Secure Beneath the Watchful Eye

BusCamera

With facial recognition and license plate reading cameras on every street corner, London, England is probably the most Orwellian city on the planet.  The above picture is a banner advertisement from off the streets of London, letting commuters know that Big Brother is keeping a loving, watchful eye over them.  Comforting or creepy?  Unfortunately, many people today find this comforting – a position that is completely ignorant of the dangers of government tyranny and oppression.

Canadian cities will not be outdone in efforts to misuse tax payer money for building of a pervasive surveillance grid for their host population.  A recent example is the City of Ottawa’s plan to put video cameras on every city bus.  A move that could cost up to $10 million initially, with a $1M to $3M annual maintenance cost.  The system of choice may include features to allow police to remote view from their cars; however, this is the more expensive option so it will likely not be in the initial specification.  Keep in mind though, the reality with these systems is that the government need only to run a public relations campaign for the initial implementation of the system.  In the future, various upgrades may be added; things such as, facial recognition, remote access, long-term archiving, without there being any way to know (unless learned through Access To Information).

Like with most losses of civil liberty, as well as blatant attacks on privacy, the government can only implement advances to their increases in power if the public is willing and/or ignorant.  With a complicit media that works hard to balance the demands of government against the critique of a small portion of citizens that might take notice, a little propaganda is all that’s required prior to implementing the change that further erodes basic liberty and privacy.  With a small public relations investment, government is then able to move forward without much, if any, opposition.  We’re talking about scientific methods of opinion manipulation perfected over a century ago.

Not that this statement on its own is of any particular sophistication, but here’s an example of the local media in Ottawa selling bus cameras to the citizenry:

“The sad reality is there is a need to surrender some of our privacy rights for a limited greater good that involves the safety of passengers and employees.

That is the world we live in.”

So it’s a foregone conclusion (it’s the world we live in) and the collectivist model (the greater good) trumps any individual rights and freedoms.  Never mind how governments historically have become totalitarian police states when they incrementally take liberties.  We’re supposed to chip in for the greater good and be positive about the loss of privacy because it means better security for all.  Would it surprise you if in the near future a concern about privacy could equate to a guilty conviction (of whatever) – what’s the problem if you have nothing to hide?  Isn’t that the trendy meme for such issues?

I ask you to consider the world in a generation or two.  You can bet facial recognition and other creepy technologies will be behind these cameras, with the Big Data ability to correlate your health, shopping, cell phone, social networks and other personal details near instantaneously in some government “fusion center”, courtesy of your tax dollars.

In future posts on the topic of privacy and public surveillance, we’ll get into the behind-the-scenes technologies that show what kind of power we’re allowing our governments to accumulate.  At what point do we draw the line with governments and corporations moving us deeper and deeper into a total surveillance state?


Description of the task → Verbatim copy without pictures. Please print every entry as it stands.

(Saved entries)

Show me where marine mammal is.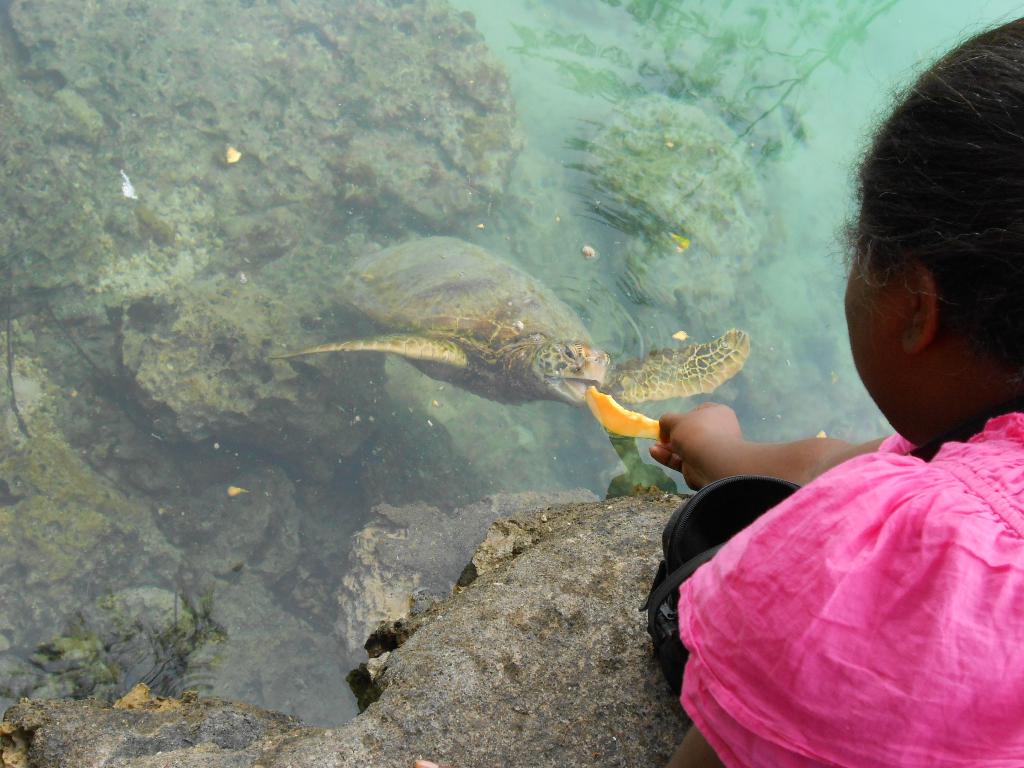
marine mammal is at region(269, 231, 759, 405).
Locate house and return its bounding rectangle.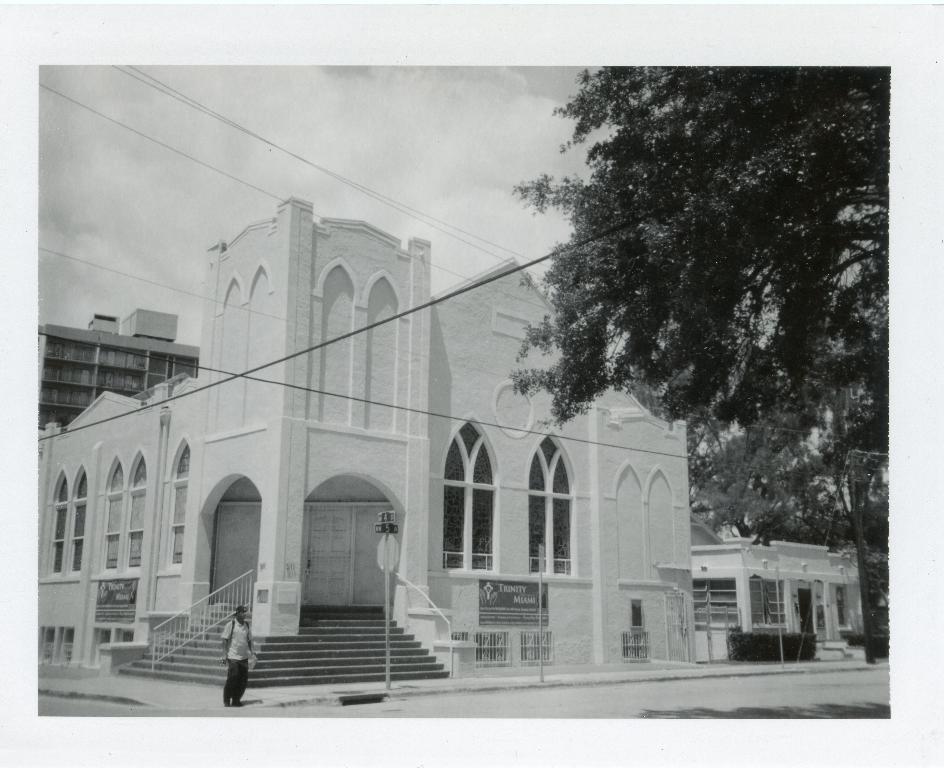
<bbox>691, 484, 884, 672</bbox>.
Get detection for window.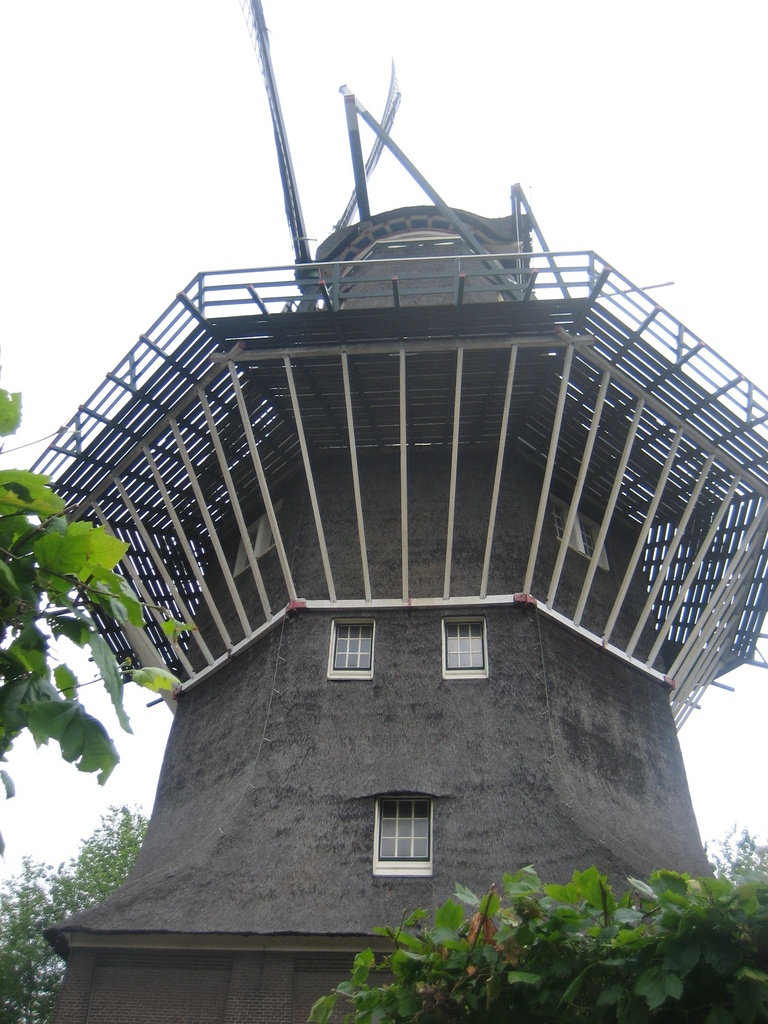
Detection: 357, 785, 475, 890.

Output below →
Show me where marine mammal is.
marine mammal is at region(269, 231, 759, 405).
Locate house and return its bounding rectangle.
<bbox>691, 484, 884, 672</bbox>.
Get detection for window.
Detection: 357, 785, 475, 890.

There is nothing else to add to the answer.